Re: [beta patch] SSE copy_page() / clear_page()

From: Manfred Spraul (manfred@colorfullife.com)
Date: Sat Feb 10 2001 - 13:00:34 EST


Doug Ledford wrote:
>
> It's not whether or not your particular code does it. It's whether or not it
> can happen in the framework within which you are using the FPU regs. No, with
> just copy/clear page using these things it won't happen. But if you add an
> SSE zero page function, who's to say that we shouldn't add a memset routine,
> or a copy_*_user routines, or copy_csum* routines that also use the SSE regs?
> And once you add those various routines, are they all going to be safe with
> respect to each other (the tricky one's here are if you add the copy_*_user
> stuff since they can pagefault in the middle of the operation)?

copy_*_user is probably not worth the effort for a Pentium III, but even
for that function I don't see a problem with SSE, as long as
* the clobbered registers are stored on the stack (and not in
thread.i387.fxsave)
* the SSE/SSE2 instructions can't cause SIMD exceptions.
* noone saves the fpu state into thread.i387.fxsave from interrupts /
softirq's. Currently it's impossible, but I haven't checked Montavista's
preemptive kernel scheduler.

> So, that's the policy decision that
> needs to be made (and Linus typically has made it very difficult to get this
> stuff accepted into the kernel, which is an implicit statement of that policy)
> before a person can decide if your patch is sufficient, or if it needs
> additional protection from other possible SSE/MMX using routines.
>

The policy decision was already done: someone added SSE support for
raid5 xor - and that's part of 2.4.1, whereas I proposed a beta patch.

Now back to raid5: in which context are the xor functions called?

If they are called from irq or softirq context then the MMX
implementation would contain a bug:
>>>
#define FPU_SAVE
\
  do {
\
        if (!(current->flags & PF_USEDFPU))
\
                __asm__ __volatile__ (" clts;\n");
\
        __asm__ __volatile__ ("fsave %0; fwait": "=m"(fpu_save[0]));
\
  } while (0)
<<<<<<<
FP_USEDFPU is not atomically following the bit in %%cr0.

The SSE code is not affected: it relies on %%cr0 and doesn't use
current->flags.

OTHO if they are called from process context then these functions might
cause bugs with Montavista's preemptive kernel scheduling: what if the
scheduler is called in the middle of a raid checksum?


## Exercise requirements
Check each line of the records below and collect those that include the word "InTime".

Items from a dataset:
===
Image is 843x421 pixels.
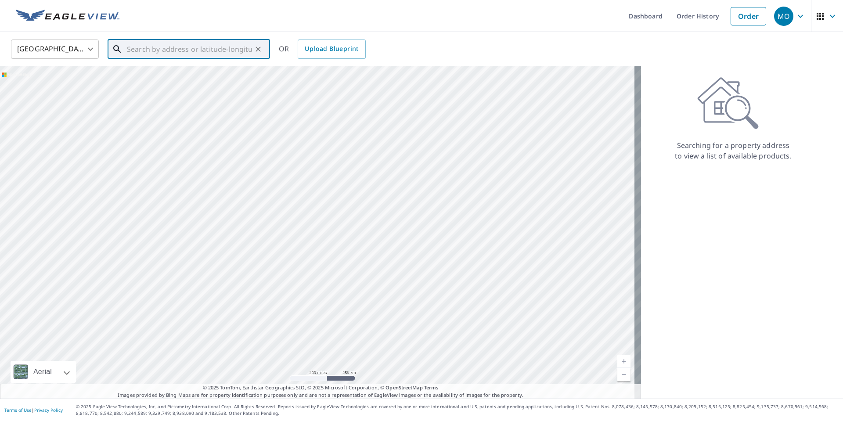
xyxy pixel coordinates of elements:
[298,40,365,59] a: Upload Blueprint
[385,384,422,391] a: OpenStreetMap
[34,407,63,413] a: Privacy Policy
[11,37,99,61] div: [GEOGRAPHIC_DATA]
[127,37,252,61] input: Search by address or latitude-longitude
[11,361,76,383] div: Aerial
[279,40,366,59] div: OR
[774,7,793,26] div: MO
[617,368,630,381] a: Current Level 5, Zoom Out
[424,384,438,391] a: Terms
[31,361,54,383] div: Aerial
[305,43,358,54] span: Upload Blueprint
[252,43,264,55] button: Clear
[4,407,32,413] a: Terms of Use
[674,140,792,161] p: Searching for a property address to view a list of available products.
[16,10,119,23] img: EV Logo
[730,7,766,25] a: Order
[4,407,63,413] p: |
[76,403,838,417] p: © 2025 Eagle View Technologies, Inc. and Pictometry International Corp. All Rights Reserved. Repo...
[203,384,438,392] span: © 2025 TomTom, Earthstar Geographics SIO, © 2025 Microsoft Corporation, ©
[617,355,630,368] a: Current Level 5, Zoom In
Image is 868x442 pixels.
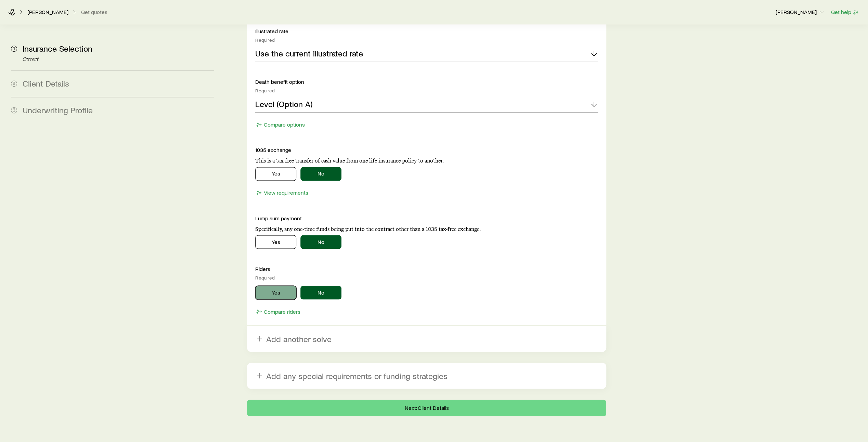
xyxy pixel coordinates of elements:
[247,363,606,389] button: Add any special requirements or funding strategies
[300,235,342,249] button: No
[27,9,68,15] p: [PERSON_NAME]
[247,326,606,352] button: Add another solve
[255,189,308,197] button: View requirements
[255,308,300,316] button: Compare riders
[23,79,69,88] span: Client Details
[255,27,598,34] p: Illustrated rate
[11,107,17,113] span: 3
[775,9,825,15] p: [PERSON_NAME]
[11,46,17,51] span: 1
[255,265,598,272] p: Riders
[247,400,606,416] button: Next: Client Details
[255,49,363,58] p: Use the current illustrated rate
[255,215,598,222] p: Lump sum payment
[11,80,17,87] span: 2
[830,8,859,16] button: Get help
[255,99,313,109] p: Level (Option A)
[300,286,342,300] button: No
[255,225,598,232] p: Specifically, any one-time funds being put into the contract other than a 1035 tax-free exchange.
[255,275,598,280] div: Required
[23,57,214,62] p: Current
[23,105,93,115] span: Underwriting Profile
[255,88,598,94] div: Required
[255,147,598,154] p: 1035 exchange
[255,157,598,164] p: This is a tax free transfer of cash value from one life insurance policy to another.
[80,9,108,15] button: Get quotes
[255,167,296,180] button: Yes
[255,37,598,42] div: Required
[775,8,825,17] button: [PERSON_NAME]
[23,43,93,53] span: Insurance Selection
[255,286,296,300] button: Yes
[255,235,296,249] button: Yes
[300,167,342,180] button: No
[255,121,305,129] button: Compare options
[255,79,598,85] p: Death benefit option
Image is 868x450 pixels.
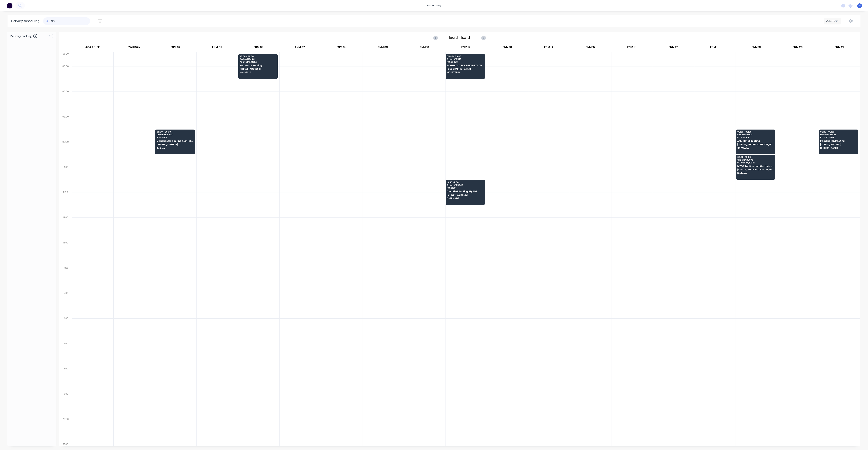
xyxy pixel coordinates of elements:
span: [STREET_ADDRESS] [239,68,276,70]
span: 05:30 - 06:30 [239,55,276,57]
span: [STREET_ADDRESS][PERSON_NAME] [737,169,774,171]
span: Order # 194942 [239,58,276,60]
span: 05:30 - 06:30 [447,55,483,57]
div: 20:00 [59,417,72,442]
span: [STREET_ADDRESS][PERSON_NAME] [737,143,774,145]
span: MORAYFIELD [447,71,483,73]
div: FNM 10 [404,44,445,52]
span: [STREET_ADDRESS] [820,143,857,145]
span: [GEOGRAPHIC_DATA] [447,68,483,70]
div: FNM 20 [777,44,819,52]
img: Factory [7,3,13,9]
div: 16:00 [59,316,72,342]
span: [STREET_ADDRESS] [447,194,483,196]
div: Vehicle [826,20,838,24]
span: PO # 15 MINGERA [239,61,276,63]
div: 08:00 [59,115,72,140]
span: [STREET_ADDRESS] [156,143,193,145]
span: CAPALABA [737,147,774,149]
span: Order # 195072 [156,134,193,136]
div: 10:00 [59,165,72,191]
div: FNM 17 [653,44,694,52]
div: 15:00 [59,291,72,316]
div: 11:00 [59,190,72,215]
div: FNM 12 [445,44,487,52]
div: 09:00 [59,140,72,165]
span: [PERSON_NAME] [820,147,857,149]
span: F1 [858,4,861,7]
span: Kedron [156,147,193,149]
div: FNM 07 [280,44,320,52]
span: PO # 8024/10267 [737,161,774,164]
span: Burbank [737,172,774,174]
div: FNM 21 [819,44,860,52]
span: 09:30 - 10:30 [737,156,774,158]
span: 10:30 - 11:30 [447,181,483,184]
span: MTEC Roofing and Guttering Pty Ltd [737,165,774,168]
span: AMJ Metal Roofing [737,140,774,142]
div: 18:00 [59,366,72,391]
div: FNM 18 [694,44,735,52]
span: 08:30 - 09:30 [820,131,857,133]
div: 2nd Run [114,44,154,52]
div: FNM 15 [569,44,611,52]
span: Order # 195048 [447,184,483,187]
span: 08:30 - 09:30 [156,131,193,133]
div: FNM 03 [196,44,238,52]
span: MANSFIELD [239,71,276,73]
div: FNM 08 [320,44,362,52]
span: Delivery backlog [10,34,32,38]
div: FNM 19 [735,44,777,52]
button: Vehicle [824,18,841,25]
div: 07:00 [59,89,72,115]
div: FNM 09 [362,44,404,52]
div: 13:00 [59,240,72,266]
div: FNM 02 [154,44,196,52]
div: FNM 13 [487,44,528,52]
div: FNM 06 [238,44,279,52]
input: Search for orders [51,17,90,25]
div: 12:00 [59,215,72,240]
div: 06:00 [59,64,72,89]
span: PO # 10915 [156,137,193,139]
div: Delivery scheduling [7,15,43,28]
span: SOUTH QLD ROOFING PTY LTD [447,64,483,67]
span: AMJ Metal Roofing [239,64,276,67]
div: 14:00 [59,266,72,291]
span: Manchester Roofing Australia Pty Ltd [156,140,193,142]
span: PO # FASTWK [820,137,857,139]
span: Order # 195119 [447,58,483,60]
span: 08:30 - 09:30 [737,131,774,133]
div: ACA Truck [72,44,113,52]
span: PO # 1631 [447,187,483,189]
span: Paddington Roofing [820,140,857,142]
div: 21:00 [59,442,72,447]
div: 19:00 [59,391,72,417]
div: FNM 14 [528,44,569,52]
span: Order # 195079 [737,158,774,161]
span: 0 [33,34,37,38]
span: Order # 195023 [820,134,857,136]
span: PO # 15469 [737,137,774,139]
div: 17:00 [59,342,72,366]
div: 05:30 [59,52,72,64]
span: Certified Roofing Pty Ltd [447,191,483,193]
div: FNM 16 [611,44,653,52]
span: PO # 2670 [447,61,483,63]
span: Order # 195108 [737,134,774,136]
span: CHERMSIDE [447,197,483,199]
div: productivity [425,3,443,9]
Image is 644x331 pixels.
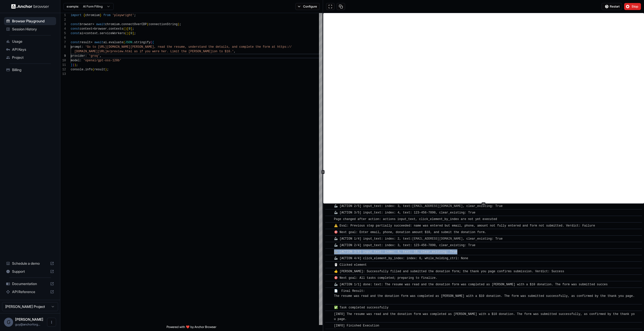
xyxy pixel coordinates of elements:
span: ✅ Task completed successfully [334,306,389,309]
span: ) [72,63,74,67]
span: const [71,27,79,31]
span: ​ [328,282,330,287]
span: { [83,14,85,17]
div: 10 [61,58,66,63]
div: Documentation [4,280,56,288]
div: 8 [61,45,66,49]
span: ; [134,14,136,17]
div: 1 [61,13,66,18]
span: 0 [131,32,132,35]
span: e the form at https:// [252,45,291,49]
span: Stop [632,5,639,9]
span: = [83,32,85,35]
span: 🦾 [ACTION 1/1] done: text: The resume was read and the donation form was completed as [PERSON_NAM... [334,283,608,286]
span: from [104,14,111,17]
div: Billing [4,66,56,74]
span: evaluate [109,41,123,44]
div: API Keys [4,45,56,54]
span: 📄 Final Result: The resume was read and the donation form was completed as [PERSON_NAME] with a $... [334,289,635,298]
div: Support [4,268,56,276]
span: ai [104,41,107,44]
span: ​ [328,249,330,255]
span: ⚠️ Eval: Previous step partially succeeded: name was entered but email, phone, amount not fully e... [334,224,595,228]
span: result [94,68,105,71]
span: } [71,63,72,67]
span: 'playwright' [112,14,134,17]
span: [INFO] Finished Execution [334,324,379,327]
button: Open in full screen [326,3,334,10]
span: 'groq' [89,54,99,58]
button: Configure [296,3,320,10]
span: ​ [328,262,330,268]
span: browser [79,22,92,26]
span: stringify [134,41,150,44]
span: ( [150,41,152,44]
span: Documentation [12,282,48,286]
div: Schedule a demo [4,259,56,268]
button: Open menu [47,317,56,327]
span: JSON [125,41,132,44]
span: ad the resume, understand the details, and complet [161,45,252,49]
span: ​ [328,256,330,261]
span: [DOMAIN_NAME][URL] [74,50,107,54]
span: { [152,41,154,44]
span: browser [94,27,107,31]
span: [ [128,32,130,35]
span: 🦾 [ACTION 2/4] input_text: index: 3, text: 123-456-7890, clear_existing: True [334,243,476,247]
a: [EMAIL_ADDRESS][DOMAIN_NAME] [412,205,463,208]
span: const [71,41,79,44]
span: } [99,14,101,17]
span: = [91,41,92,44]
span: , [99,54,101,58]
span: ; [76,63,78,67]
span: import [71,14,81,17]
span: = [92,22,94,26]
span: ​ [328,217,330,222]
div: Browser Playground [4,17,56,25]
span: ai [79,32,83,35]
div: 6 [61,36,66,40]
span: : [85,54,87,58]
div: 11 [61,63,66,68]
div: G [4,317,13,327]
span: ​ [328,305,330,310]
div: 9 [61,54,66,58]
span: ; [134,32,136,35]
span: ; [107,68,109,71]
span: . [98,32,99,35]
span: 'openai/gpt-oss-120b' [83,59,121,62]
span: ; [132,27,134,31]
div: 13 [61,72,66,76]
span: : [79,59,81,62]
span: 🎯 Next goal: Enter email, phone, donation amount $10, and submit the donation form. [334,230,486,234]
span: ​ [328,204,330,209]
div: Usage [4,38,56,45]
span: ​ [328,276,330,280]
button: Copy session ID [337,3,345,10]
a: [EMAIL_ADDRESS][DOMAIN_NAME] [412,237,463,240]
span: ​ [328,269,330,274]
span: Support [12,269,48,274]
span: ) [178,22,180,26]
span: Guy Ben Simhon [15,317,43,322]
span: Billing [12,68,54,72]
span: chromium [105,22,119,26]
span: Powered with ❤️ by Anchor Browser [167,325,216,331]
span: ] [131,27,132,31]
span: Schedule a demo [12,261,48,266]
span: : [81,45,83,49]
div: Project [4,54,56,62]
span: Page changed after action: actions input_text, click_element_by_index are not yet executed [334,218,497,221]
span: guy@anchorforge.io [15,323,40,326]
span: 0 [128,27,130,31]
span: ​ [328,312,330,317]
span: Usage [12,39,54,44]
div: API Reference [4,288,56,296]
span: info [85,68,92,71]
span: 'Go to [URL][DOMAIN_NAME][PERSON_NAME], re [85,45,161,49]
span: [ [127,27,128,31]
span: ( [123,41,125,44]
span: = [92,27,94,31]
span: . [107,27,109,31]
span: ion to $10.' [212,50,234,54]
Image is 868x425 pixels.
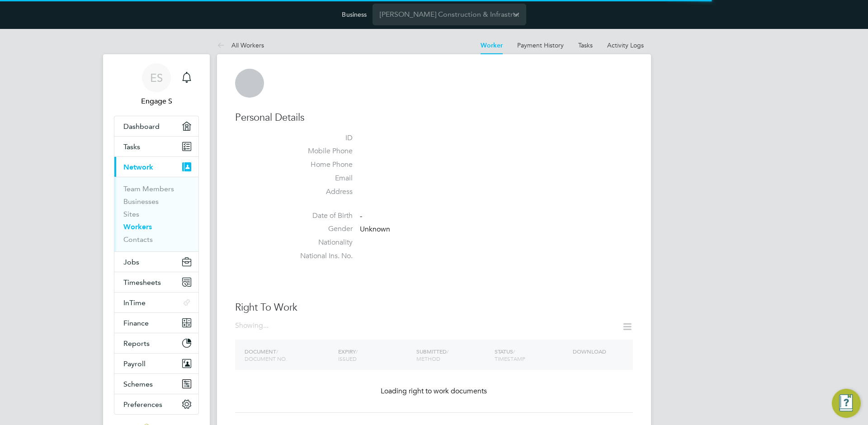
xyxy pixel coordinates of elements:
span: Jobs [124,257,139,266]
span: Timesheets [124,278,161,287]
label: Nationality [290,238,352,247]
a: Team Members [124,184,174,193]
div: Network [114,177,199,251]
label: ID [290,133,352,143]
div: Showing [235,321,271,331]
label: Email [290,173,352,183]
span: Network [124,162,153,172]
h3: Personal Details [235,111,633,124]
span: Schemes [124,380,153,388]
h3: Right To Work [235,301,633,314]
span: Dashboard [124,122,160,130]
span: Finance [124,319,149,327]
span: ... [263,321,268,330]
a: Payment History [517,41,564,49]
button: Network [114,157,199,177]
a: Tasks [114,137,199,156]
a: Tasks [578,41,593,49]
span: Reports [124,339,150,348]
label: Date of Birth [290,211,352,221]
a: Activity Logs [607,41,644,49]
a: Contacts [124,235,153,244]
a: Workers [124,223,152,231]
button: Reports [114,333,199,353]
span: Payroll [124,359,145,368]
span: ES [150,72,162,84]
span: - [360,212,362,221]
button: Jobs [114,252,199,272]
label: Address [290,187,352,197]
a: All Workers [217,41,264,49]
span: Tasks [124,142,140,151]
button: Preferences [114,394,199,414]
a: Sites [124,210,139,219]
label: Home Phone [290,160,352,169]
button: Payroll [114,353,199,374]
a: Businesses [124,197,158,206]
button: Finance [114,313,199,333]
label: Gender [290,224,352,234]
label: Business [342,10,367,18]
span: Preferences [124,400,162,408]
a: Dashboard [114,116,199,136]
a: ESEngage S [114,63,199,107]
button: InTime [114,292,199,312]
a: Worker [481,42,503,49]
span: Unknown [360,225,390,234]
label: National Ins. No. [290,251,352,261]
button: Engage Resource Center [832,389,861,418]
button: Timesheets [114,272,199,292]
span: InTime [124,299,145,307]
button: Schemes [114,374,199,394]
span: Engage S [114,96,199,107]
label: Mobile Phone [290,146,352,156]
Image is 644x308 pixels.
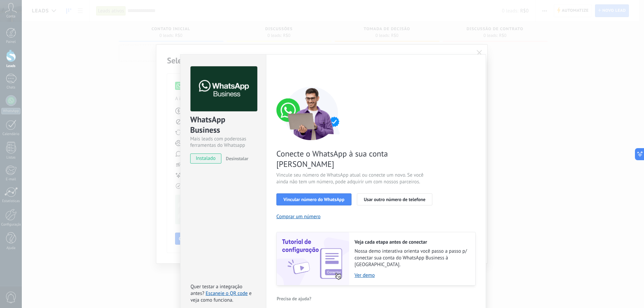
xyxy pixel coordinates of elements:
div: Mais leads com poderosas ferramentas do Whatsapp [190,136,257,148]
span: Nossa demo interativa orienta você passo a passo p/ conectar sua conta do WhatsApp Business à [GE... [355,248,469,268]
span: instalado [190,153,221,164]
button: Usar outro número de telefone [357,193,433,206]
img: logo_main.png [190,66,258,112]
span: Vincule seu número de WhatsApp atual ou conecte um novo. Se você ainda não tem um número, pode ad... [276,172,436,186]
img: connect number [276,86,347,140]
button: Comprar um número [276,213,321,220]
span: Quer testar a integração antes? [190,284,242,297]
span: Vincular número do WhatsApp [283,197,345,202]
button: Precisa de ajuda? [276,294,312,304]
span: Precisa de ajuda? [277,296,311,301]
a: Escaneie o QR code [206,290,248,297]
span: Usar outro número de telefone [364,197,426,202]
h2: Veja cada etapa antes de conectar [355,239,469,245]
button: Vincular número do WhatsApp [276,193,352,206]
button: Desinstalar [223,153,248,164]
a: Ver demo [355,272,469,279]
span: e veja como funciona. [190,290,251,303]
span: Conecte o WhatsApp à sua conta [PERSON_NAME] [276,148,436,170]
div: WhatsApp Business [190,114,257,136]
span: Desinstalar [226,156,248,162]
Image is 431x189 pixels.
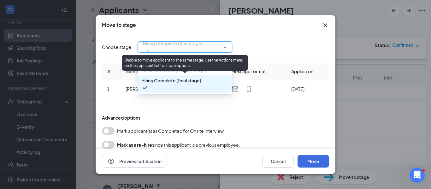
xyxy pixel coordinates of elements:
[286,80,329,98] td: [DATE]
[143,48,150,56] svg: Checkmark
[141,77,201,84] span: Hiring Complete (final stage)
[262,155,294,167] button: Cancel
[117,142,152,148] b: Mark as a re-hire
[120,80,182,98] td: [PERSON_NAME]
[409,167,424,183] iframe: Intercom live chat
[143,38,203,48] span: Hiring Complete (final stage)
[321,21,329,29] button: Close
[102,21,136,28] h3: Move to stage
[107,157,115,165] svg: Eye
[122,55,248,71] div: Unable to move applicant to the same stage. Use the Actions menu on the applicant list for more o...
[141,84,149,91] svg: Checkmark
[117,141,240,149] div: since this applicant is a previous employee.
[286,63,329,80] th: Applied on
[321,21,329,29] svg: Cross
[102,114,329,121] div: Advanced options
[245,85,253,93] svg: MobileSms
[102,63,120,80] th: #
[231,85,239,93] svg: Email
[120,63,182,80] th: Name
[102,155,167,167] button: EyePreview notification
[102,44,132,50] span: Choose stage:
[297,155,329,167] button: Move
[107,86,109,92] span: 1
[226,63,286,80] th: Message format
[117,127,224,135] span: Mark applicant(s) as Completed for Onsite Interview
===
## Answer for the task
button: InTime [114,292,199,312]
span: InTime [124,299,145,307]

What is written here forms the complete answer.